Federal Reserve Chairman Ben Bernanke said recently that inflation in the United States is not as high as it should be given the policies he's enacted. He believes it to be closer to two percent right now. This is troubling for a few reasons. First, this correctly points out that Bernanke does not clearly understand how his program of quantitative easing is effecting the economy. Second, it  gives us insight into how the Fed Chairman reads data; he ignores many pertinent facts in stating that the real inflation rate is below two percent.

When Barack Obama first entered the White House, the average price of gasoline was $1.84 a gallon.  Today the average price of a gallon of gas has nearly doubled to $3.75.  What better indicator is there for our general purchasing power than the price of gasoline? How can you say inflation rates are low when gasoline prices have doubled in five years?

Mr. Bernanke is clearly wrong to rely on the  way the U.S. reporting services calculate inflation. His misplaced reliance shapes bad policy which is a huge issue for the U.S.  If I told you, hypothetically, that the way I benchmarked the performance of my clients is constantly changing and that my ‘composite’ return reflects a combination of these different calculation methods, would you want to be my client based on these performance numbers alone, regardless of what they were? No. You’d tell me to go take a hike, and find an adviser using GIPS or similar industry accepted standards to calculate performance. Now compare this to Bernanke. The Federal Reserve Chairman relies on inflation information provided by the U.S. government to shape the policy of the most important financial organization in the U.S., the Federal Reserve, and the source of this information is the U.S. reporting services that have changed the way they calculate inflation more than 20 times since 1970!  Each time it has been changed, the goal has been to make it appear that inflation is lower than it actually is.  How can someone creating policy rely on this? It’s wrong. You wouldn’t rely on this information for your job which doesn’t shape the financial situation for hundreds of millions of Americans!

Let’s use an example. If the rate of inflation was still calculated the way it was in 1980, then today we’d say it was about 8 percent, not below 2 percent as it is currently reported.  I don’t know about you, but to me when I pay for my gas or buy my groceries, 8 percent inflation seems about right.  According to USA Today, water bills have tripled over the past 12 years and health insurance has risen by more than 8 percent a year since 2010.  Low inflation, sure, if you exclude all historically known indicators of inflation.

They keep talking about it, but one day the Federal Reserve really will have to unwind its massive balance sheet. The fallout will be dramatic, interest rates will hit the moon, US bond and stock markets will recoil, and people will feel the pain.

If I’m making more predictions, I’d say that banking and financial institutions will come under stress again too, which leads me to my next point. Why does the Federal Reserve require that 8 of the largest banks in the U.S. keep a ratio of liabilities and assets at a 20 to 1 ratio?   For FDIC insured commercial banks the ratio would be closer to 17 to 1.  This means that the Federal Reserve is proposing that our largest financial banking institutions be more conservative, because in return, the U.S. financial banking system will be more stable in the long-run and less at risk of becoming a massive bailout and “too big to fail.” While this does make sense to me, this is also the height of hypocrisy.

The overleveraging Federal Reserve is in a way punishing more highly capitalized banks just because they can.  The Federal Reserve is a bank.   Right now the Fed looks like this, as of July 5, 2013, according to Reuters, the Fed’s assets stood at $3.45 Trillion, which are the securities they own outright, meaning Treasuries and mortgage backed securities, Freddie and Fannie, which they are buying every month.   The Fed’s liabilities equal $3.487 Trillion, which means the Fed’s true capital value is currently approximately $55 Billion.  That’s assets minus liabilities.  This is astonishing to me.  This means that the Fed’s capital asset ratio is a mere 1.8 percent less than a quarter of the average top 18 banks in the U.S.

Here is even more hypocritical data.  The Fed is leveraged at a 56 to 1 ratio of liabilities to capital versus the top 18 U.S. banks, which are only leveraged at 12 to 1.  That’s the reason why I call the Federal Reserve, the nation’s most powerful and important financial institution, hypocritical.  It is the King of the thinly capitalized banks in the U.S., this is a double standard.  Fed Chairman Bernanke said  they do not intend to stop printing money anytime soon, which continues to add to the liability side of its already vulnerable balance sheet. 

In the long fight I’ve put up against current Federal Reserve policy, I keep coming back to three major issues that will lead to disaster for the U.S. economy.

First, printing money has debased our U.S. dollar. In fact, it’s been debased to such a degree that it is now worth only 5% of the value it had back in 1913 when the Fed was created and the dollar was backed by gold.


The data must be given again exactly as written, with all images omitted.

Data entries for graphics:
──────

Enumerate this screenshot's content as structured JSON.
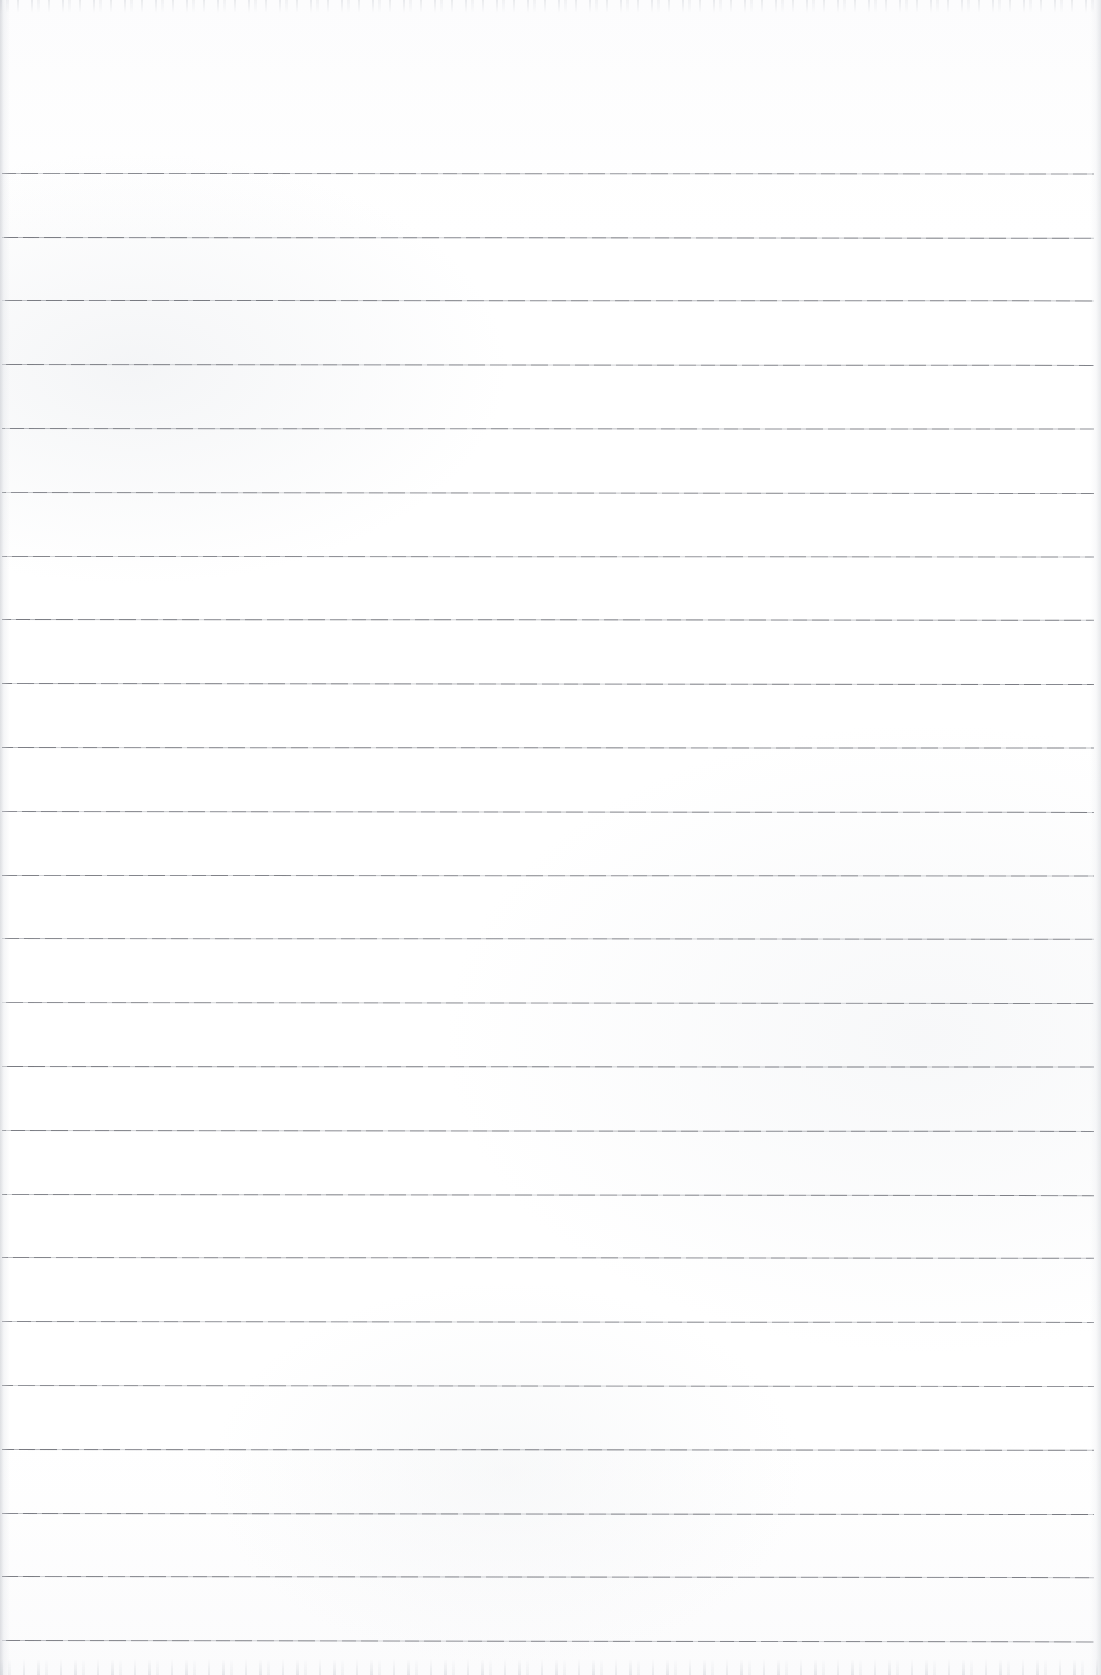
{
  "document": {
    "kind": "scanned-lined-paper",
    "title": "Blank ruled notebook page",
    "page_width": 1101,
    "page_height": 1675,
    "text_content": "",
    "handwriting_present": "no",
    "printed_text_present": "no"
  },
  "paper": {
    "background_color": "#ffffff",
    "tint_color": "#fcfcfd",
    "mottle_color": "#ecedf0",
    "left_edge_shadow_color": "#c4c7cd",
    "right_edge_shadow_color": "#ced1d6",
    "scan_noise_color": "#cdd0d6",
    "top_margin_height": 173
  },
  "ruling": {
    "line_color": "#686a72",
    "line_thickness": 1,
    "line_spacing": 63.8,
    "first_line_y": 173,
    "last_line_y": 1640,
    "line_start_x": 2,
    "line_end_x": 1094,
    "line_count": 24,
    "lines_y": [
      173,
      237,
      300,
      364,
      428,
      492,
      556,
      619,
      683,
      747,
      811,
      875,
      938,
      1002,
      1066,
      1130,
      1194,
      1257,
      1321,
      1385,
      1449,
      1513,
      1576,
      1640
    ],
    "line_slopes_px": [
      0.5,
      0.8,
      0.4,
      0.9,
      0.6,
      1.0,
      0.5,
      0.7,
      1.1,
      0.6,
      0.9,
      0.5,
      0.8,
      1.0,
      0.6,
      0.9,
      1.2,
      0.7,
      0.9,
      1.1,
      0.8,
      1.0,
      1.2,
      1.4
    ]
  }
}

──────

**Problem solution:**
Enumerate this screenshot's content as structured JSON.
{
  "document": {
    "kind": "scanned-lined-paper",
    "title": "Blank ruled notebook page",
    "page_width": 1101,
    "page_height": 1675,
    "text_content": "",
    "handwriting_present": "no",
    "printed_text_present": "no"
  },
  "paper": {
    "background_color": "#ffffff",
    "tint_color": "#fcfcfd",
    "mottle_color": "#ecedf0",
    "left_edge_shadow_color": "#c4c7cd",
    "right_edge_shadow_color": "#ced1d6",
    "scan_noise_color": "#cdd0d6",
    "top_margin_height": 173
  },
  "ruling": {
    "line_color": "#686a72",
    "line_thickness": 1,
    "line_spacing": 63.8,
    "first_line_y": 173,
    "last_line_y": 1640,
    "line_start_x": 2,
    "line_end_x": 1094,
    "line_count": 24,
    "lines_y": [
      173,
      237,
      300,
      364,
      428,
      492,
      556,
      619,
      683,
      747,
      811,
      875,
      938,
      1002,
      1066,
      1130,
      1194,
      1257,
      1321,
      1385,
      1449,
      1513,
      1576,
      1640
    ],
    "line_slopes_px": [
      0.5,
      0.8,
      0.4,
      0.9,
      0.6,
      1.0,
      0.5,
      0.7,
      1.1,
      0.6,
      0.9,
      0.5,
      0.8,
      1.0,
      0.6,
      0.9,
      1.2,
      0.7,
      0.9,
      1.1,
      0.8,
      1.0,
      1.2,
      1.4
    ]
  }
}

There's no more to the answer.